The Imperial Ice Cream Co. was organized in 1908 and built its Huntington plant at 8th Avenue
 and 1st Street in 1921. In 1945, it was acquired by Fairmont Foods of Omaha, Nebraska.
(The name "Fairmont Foods" was derived from the location of the company's
original dairy products plant in at Fairmont, Nebraska.)

In a 1956 interview with the Huntington Advertiser, plant manager John W. File said the Huntington plan
had 54 employees and an annual payroll of approximately $200,000. File said it produced about 900,000
gallons of ice cream and sherbets each year, sold to customers in southern West Virginia, eastern Kentucky
 and southern Ohio, and delivered by a fleet of two dozen trucks.

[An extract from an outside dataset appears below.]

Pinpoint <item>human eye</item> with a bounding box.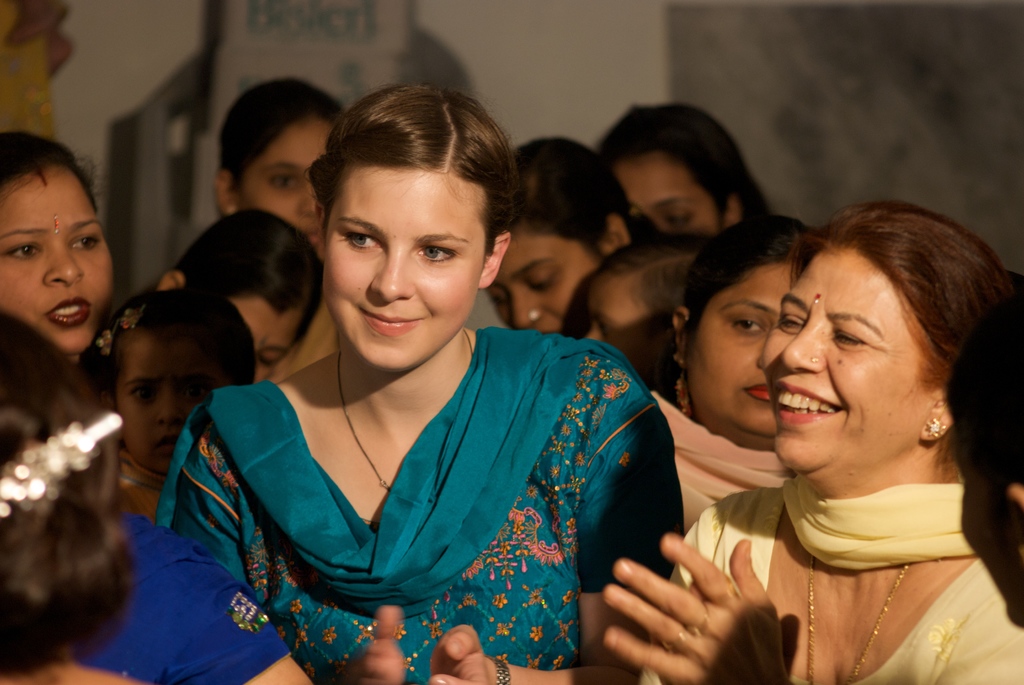
box(268, 169, 301, 192).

The ice cream
 was marketed under the brand name "Fairmont Imperial."

The company produced its own milk, delivered to the Huntington plant each morning in tank trucks lined
with stainless steel. The process of turning the milk into ice cream was highly automated, with the product
pumped through a complex series of pipes, tanks and vats, ending up on a packaging line that turned out
filled containers at a rate of 1,000 gallons an hour. "No hand touches it from cow to carton," File said.

By 1961, Fairmont Foods had consolidated its ice cream production at its plant in Parkersburg and converted the
 Huntington facility into a wholesale distribution center for its dairy products. Fairmont closed its
 Huntington operation in the 1970s, and the old ice cream plant was later demolished.

In 1984, its site was used for construction of Trowbridge Manor, an 86-unit high-rise apartment building
operated by the Huntington Housing Authority. The building's namesake, Robert Trowbridge,
spent 35 years with the Housing Authority, retiring as it executive director.